“Do not be so cruel, Margaret, as to recall those words against me, although they were really a tribute to you, for it was your own voice that forced me to utter them. But what can I do to induce you to sing?”

“Go to sleep,” she replied. “I will sing for you all you please when you are asleep, and you can hear me and think of Mona at the same time. That will be a double pleasure.”

“My dear, I prefer to think of you. Mona was a beautiful girl, but she could never love me as you do.”

“Why so? Wasn’t her heart large enough?”

“Yes, it was too large—so large that she loved everybody, and one no more than another; while you, darling, have chosen me, out of all the people in the world, as the object of your highest and deepest love, and yet in doing that have only increased your power of loving others. Now what will you do to pay me for that speech?”

“Well, I’ll relent. But you must at least pretend to be asleep. Come back and find another chair that you can rest in easily, and I will sit beside you. There, that will do. Now turn your head away from me, close your eyes, and promise me you won’t open them till I tell you to do so. I intend to have the calm judgment of your ears uninfluenced by your sight or any other sense. If you can manage to fall asleep while I am singing, so much the better.”

“Margaret,” I replied, “I shall try hard to keep my eyes closed, but there isn’t a drug in the ship’s dispensary powerful enough to put me to sleep.”

“Then keep quiet and think of Mona. That will be the next best occupation for you. Stop laughing, or I shall disappoint you, after all. I should think the memory of the first time I sang for you would be enough to sober you. Now I am going to turn away my head, so that if you do look around you won’t see my face.”

I said nothing in reply, being too eager to have her begin. And now I had not long to wait for the fulfillment of my oft-expressed desire.

Sweet and low came the first accents of her song, and, with all my anticipations and with the foretaste I had had in my sleep, I was not prepared for the effect they had on me. It was Mona’s voice, but with every fine quality so exaggerated that all my faculties, now in the fullest sense awake, were completely taken captive. I made no movement, except to turn my head slightly so that I might drink in the sweet sounds with both ears. As the notes increased in volume my pleasure grew to rapture. Not only was my critical taste fully satisfied, which of itself was almost bliss, but that other and higher effect followed—my heart was enlisted. I had never known love till that hour. We had been introduced to each other years ago and had kept up a cold and formal acquaintance, and in my recent sleep we had made notable progress, but only now did love and I really clasp hands in a warm and lasting embrace.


**DIRECTIONS:** Below is a listing. Gather each line of it that contains "Percent".

(EXTRACTED INFORMATION)

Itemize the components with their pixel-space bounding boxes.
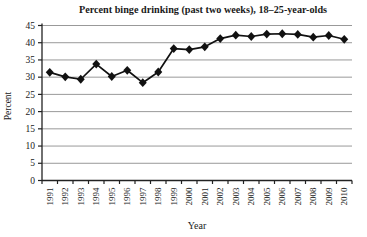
data-point-2008: [309, 33, 317, 42]
x-tick-label-2008: 2008: [308, 187, 318, 206]
data-point-2006: [278, 29, 286, 38]
x-tick-label-2000: 2000: [184, 187, 194, 206]
y-axis-title: Percent: [3, 91, 13, 120]
x-tick-label-2004: 2004: [246, 187, 256, 206]
x-tick-label-2007: 2007: [293, 187, 303, 206]
y-tick-label-25: 25: [26, 90, 36, 100]
binge-drinking-line-chart: 0510152025303540451991199219931994199519…: [0, 0, 367, 237]
y-tick-label-15: 15: [26, 124, 36, 134]
y-tick-label-20: 20: [26, 107, 36, 117]
x-axis-title: Year: [188, 220, 207, 231]
data-point-1991: [46, 68, 54, 77]
x-tick-label-2005: 2005: [262, 187, 272, 206]
y-tick-label-30: 30: [26, 72, 36, 82]
data-point-2005: [263, 30, 271, 39]
data-point-2007: [294, 30, 302, 39]
chart-title: Percent binge drinking (past two weeks),…: [79, 4, 327, 16]
y-tick-label-10: 10: [26, 141, 36, 151]
data-point-2003: [232, 31, 240, 40]
data-point-2002: [216, 34, 224, 43]
data-point-1992: [61, 72, 69, 81]
y-tick-label-40: 40: [26, 38, 36, 48]
x-tick-label-1992: 1992: [60, 188, 70, 206]
x-tick-label-1995: 1995: [107, 187, 117, 206]
x-tick-label-2009: 2009: [324, 187, 334, 206]
x-tick-label-2010: 2010: [339, 187, 349, 206]
x-tick-label-2006: 2006: [277, 187, 287, 206]
y-tick-label-5: 5: [30, 158, 35, 168]
chart-svg: 0510152025303540451991199219931994199519…: [0, 0, 367, 237]
y-tick-label-0: 0: [30, 176, 35, 186]
x-tick-label-2002: 2002: [215, 188, 225, 206]
x-tick-label-2001: 2001: [200, 188, 210, 206]
x-tick-label-1991: 1991: [45, 188, 55, 206]
x-tick-label-1993: 1993: [76, 187, 86, 206]
x-tick-label-1994: 1994: [91, 187, 101, 206]
data-point-2004: [247, 32, 255, 41]
y-tick-label-45: 45: [26, 21, 36, 31]
data-point-2009: [325, 31, 333, 40]
x-tick-label-1999: 1999: [169, 187, 179, 206]
y-tick-label-35: 35: [26, 55, 36, 65]
x-tick-label-1998: 1998: [153, 187, 163, 206]
data-point-2000: [185, 45, 193, 54]
x-tick-label-1996: 1996: [122, 187, 132, 206]
data-series-line: [50, 34, 345, 83]
data-point-2001: [201, 42, 209, 51]
x-tick-label-2003: 2003: [231, 187, 241, 206]
x-tick-label-1997: 1997: [138, 187, 148, 206]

(End EXTRACTED INFORMATION)

**WRITTEN RESPONSE:**
y-axis-title: Percent: [3, 91, 13, 120]
chart-title: Percent binge drinking (past two weeks),…: [79, 4, 327, 16]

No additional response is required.